The internet is being rebuilt. Not visually — you’ll barely notice from the browser. But underneath, a fundamental shift is underway. Autonomous AI agents are increasingly mediating between you and the information you need. When you search for something, an AI often summarises the answer before you click a single link. Over 58% of Google searches in the US and EU now end without a click to any external website.

The systems that decide what information reaches you are getting more powerful, more complex, and more opaque. Which raises an uncomfortable question: who’s checking that they work correctly?

Security as a public good

When most people hear “hacker,” they picture someone in a dark hoodie breaking into systems for profit. The reality is less cinematic and far more important.

White-hat hackers — security researchers — are the immune system of the digital world. They find vulnerabilities before criminals do and report them so they can be fixed. They audit the code that handles your medical records, your banking, your communications. They are, in effect, volunteer safety inspectors for infrastructure that everyone depends on but few understand.

This work has always mattered. But the stakes just got higher.

The new attack surface

As AI agents become the primary interface between people and information, they create an entirely new category of risk. The tools people use to browse, search, and transact are no longer simple programs following fixed rules. They’re probabilistic systems that can be manipulated in ways their creators didn’t anticipate.

In January 2026, a supply-chain attack called ClawHavoc compromised OpenClaw, one of the most popular open-source AI agent frameworks. Malicious code was injected into a trusted dependency, affecting thousands of installations before the community identified and neutralised it. Weeks later, a separate critical vulnerability (CVE-2026-25253) was disclosed — a one-click remote code execution flaw that could give an attacker full control of any machine running the affected version.

These incidents weren’t theoretical. They happened to real systems, used by real people, in the span of days. And they were caught because security researchers — many of them volunteers — were paying attention.

AI as equaliser

Here’s where the story turns. The same AI tools creating these new risks are also dramatically lowering the barrier to doing security work.

Five years ago, finding a vulnerability in a complex codebase required deep expertise in systems programming, reverse engineering, and network protocols. You needed years of specialised training. The field was small, and the workload was enormous.

Today, AI-powered tools can analyse codebases for common vulnerability patterns, explain unfamiliar code in plain language, generate test cases, and help you reason about system behaviour — in minutes. Frameworks like OpenClaw give researchers the ability to build automated agents that probe systems for weaknesses, map attack surfaces, and verify that patches actually work.

You still need curiosity, patience, and ethical judgment. But the technical floor has dropped. A motivated person with basic programming skills and access to AI tools can now contribute meaningfully to security research that would have required a specialist team a few years ago.

Why this matters beyond tech

This isn’t just a technology story. It’s about who gets to verify the systems that shape public knowledge.

A small number of companies are building vertically integrated fortresses — from custom silicon to browser protocols — that determine which AI agents can access which information, and on what terms. Google’s Ironwood TPU, its Media Integrity APIs, and its new WebMCP protocol represent layers of a stack that, taken together, could decide which software is allowed to retrieve information from the web and which is quietly degraded.

If those systems have vulnerabilities, or if they silently disadvantage agents that don’t play by their rules, the consequences ripple through society. The question of whether a search result is accurate, complete, or manipulated is no longer academic. It’s structural.

Technological sovereignty — the ability of individuals and communities to understand, audit, and control the software they depend on — requires people who can actually look under the hood. Not just professional security teams employed by the companies building the infrastructure, but independent researchers with no conflict of interest.

This is what white-hat hacking really is: a civic practice. Like investigative journalism or independent auditing, it exists to keep powerful systems honest.

Your move

If this resonates, here’s what you can do — regardless of your current skill level.

If you can write code:

  • Pick a bug bounty program (HackerOne, Bugcrowd) and start with the beginner-friendly targets. Many pay well for legitimate findings.
  • Use AI tools to help you audit unfamiliar codebases. Ask them to explain what a function does, what could go wrong, what inputs would cause unexpected behaviour.
  • Contribute to open-source security tools. Even documentation and testing help.

If you can’t code yet:

  • Start learning. The barrier is genuinely lower than it’s ever been. AI assistants can meet you where you are.
  • Follow security researchers. Understanding the landscape is the first step.
  • Advocate for transparency and interoperability in the platforms you use. Support organisations like the EFF that fight for the open internet.

If you run an organisation:

  • Fund independent security audits of the AI tools you depend on.
  • Support bug bounty programs.
  • Don’t treat security researchers as adversaries. They’re doing you a favour.

The internet’s immune system has always relied on volunteers. As AI agents reshape how information flows, that immune system needs reinforcements. The tools are there. The vulnerabilities are there. The only thing missing is you.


_What you will do_.
Nothing but the text of the records should come back; copy it exactly and leave the pictures out.

★ ★ ★ ★ ★ ★ ★

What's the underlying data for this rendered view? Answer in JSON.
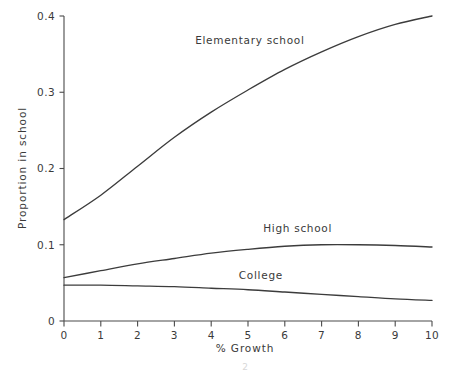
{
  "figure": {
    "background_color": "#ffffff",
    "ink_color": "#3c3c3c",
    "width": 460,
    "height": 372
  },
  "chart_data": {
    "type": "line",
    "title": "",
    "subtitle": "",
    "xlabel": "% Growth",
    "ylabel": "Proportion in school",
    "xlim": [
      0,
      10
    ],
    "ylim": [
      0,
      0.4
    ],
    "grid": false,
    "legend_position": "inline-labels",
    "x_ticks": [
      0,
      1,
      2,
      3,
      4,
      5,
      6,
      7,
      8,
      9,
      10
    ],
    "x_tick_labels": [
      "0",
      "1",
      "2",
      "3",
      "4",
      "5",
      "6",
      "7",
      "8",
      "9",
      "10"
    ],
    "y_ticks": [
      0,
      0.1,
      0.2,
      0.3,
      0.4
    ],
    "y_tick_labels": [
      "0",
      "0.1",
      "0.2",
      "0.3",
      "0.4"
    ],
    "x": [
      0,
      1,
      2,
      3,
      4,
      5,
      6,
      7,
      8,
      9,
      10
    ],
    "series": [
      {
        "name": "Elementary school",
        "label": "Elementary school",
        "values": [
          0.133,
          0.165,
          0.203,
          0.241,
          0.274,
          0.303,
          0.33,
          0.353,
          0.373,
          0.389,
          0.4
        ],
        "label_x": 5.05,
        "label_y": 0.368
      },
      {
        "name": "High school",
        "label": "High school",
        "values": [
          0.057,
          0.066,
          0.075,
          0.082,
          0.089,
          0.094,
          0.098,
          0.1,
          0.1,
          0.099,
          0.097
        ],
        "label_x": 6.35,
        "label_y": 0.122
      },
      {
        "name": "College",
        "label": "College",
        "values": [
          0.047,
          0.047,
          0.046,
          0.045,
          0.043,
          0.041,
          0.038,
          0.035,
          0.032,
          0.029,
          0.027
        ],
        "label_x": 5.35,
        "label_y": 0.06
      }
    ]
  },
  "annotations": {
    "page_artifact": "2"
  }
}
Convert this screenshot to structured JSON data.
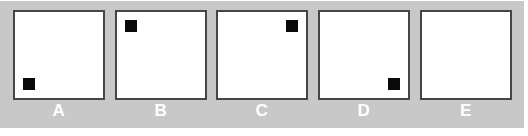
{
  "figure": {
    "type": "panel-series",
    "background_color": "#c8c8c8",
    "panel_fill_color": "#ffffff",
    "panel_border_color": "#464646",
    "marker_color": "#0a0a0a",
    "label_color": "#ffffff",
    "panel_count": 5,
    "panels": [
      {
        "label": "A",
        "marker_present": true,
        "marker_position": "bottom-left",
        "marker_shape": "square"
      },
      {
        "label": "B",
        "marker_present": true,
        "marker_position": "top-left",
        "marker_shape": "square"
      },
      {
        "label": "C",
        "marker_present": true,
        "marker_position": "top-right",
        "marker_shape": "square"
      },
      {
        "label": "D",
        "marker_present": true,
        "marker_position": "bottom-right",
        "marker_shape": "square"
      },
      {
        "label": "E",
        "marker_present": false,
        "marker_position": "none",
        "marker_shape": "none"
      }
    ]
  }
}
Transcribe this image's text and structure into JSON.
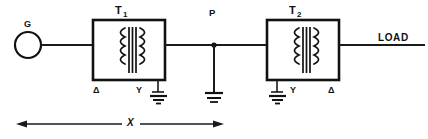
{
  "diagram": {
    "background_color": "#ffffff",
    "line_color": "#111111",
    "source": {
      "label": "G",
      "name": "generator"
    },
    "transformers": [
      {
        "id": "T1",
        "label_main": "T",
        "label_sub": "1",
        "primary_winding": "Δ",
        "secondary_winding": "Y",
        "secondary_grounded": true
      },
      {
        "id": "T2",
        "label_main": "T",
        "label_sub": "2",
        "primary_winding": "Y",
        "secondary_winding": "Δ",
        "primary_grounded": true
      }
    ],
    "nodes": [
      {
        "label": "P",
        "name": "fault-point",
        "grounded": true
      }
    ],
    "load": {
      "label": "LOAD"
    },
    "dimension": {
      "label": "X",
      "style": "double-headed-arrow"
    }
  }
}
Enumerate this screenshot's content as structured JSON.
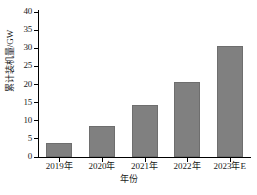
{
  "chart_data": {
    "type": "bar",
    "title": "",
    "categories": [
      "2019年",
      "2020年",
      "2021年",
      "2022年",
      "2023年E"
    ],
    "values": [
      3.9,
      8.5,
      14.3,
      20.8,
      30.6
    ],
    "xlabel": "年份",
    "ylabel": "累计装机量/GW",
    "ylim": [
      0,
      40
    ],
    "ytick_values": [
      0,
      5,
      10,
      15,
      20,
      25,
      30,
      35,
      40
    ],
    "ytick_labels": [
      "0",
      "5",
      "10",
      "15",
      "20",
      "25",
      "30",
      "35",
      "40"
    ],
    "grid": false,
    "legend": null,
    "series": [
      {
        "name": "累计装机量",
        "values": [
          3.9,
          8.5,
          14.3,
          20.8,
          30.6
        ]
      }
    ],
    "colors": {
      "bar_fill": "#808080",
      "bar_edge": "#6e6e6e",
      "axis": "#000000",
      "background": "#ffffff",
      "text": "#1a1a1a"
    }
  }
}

★ ★ ★ ★ ★ ★ ★

_Response_.
What's the underlying data for this rendered view? Answer in JSON.
{
  "figure": {
    "background_color": "#ffffff",
    "ink_color": "#3c3c3c",
    "width": 460,
    "height": 372
  },
  "chart_data": {
    "type": "line",
    "title": "",
    "subtitle": "",
    "xlabel": "% Growth",
    "ylabel": "Proportion in school",
    "xlim": [
      0,
      10
    ],
    "ylim": [
      0,
      0.4
    ],
    "grid": false,
    "legend_position": "inline-labels",
    "x_ticks": [
      0,
      1,
      2,
      3,
      4,
      5,
      6,
      7,
      8,
      9,
      10
    ],
    "x_tick_labels": [
      "0",
      "1",
      "2",
      "3",
      "4",
      "5",
      "6",
      "7",
      "8",
      "9",
      "10"
    ],
    "y_ticks": [
      0,
      0.1,
      0.2,
      0.3,
      0.4
    ],
    "y_tick_labels": [
      "0",
      "0.1",
      "0.2",
      "0.3",
      "0.4"
    ],
    "x": [
      0,
      1,
      2,
      3,
      4,
      5,
      6,
      7,
      8,
      9,
      10
    ],
    "series": [
      {
        "name": "Elementary school",
        "label": "Elementary school",
        "values": [
          0.133,
          0.165,
          0.203,
          0.241,
          0.274,
          0.303,
          0.33,
          0.353,
          0.373,
          0.389,
          0.4
        ],
        "label_x": 5.05,
        "label_y": 0.368
      },
      {
        "name": "High school",
        "label": "High school",
        "values": [
          0.057,
          0.066,
          0.075,
          0.082,
          0.089,
          0.094,
          0.098,
          0.1,
          0.1,
          0.099,
          0.097
        ],
        "label_x": 6.35,
        "label_y": 0.122
      },
      {
        "name": "College",
        "label": "College",
        "values": [
          0.047,
          0.047,
          0.046,
          0.045,
          0.043,
          0.041,
          0.038,
          0.035,
          0.032,
          0.029,
          0.027
        ],
        "label_x": 5.35,
        "label_y": 0.06
      }
    ]
  },
  "annotations": {
    "page_artifact": "2"
  }
}
Convert this screenshot to structured JSON data.
{
  "figure": {
    "type": "panel-series",
    "background_color": "#c8c8c8",
    "panel_fill_color": "#ffffff",
    "panel_border_color": "#464646",
    "marker_color": "#0a0a0a",
    "label_color": "#ffffff",
    "panel_count": 5,
    "panels": [
      {
        "label": "A",
        "marker_present": true,
        "marker_position": "bottom-left",
        "marker_shape": "square"
      },
      {
        "label": "B",
        "marker_present": true,
        "marker_position": "top-left",
        "marker_shape": "square"
      },
      {
        "label": "C",
        "marker_present": true,
        "marker_position": "top-right",
        "marker_shape": "square"
      },
      {
        "label": "D",
        "marker_present": true,
        "marker_position": "bottom-right",
        "marker_shape": "square"
      },
      {
        "label": "E",
        "marker_present": false,
        "marker_position": "none",
        "marker_shape": "none"
      }
    ]
  }
}
Transcribe this image's text and structure into JSON.
{
  "diagram": {
    "background_color": "#ffffff",
    "line_color": "#111111",
    "source": {
      "label": "G",
      "name": "generator"
    },
    "transformers": [
      {
        "id": "T1",
        "label_main": "T",
        "label_sub": "1",
        "primary_winding": "Δ",
        "secondary_winding": "Y",
        "secondary_grounded": true
      },
      {
        "id": "T2",
        "label_main": "T",
        "label_sub": "2",
        "primary_winding": "Y",
        "secondary_winding": "Δ",
        "primary_grounded": true
      }
    ],
    "nodes": [
      {
        "label": "P",
        "name": "fault-point",
        "grounded": true
      }
    ],
    "load": {
      "label": "LOAD"
    },
    "dimension": {
      "label": "X",
      "style": "double-headed-arrow"
    }
  }
}
Enumerate this screenshot's content as structured JSON.
{
  "chart_data": {
    "type": "bar",
    "title": "",
    "categories": [
      "2019年",
      "2020年",
      "2021年",
      "2022年",
      "2023年E"
    ],
    "values": [
      3.9,
      8.5,
      14.3,
      20.8,
      30.6
    ],
    "xlabel": "年份",
    "ylabel": "累计装机量/GW",
    "ylim": [
      0,
      40
    ],
    "ytick_values": [
      0,
      5,
      10,
      15,
      20,
      25,
      30,
      35,
      40
    ],
    "ytick_labels": [
      "0",
      "5",
      "10",
      "15",
      "20",
      "25",
      "30",
      "35",
      "40"
    ],
    "grid": false,
    "legend": null,
    "series": [
      {
        "name": "累计装机量",
        "values": [
          3.9,
          8.5,
          14.3,
          20.8,
          30.6
        ]
      }
    ],
    "colors": {
      "bar_fill": "#808080",
      "bar_edge": "#6e6e6e",
      "axis": "#000000",
      "background": "#ffffff",
      "text": "#1a1a1a"
    }
  }
}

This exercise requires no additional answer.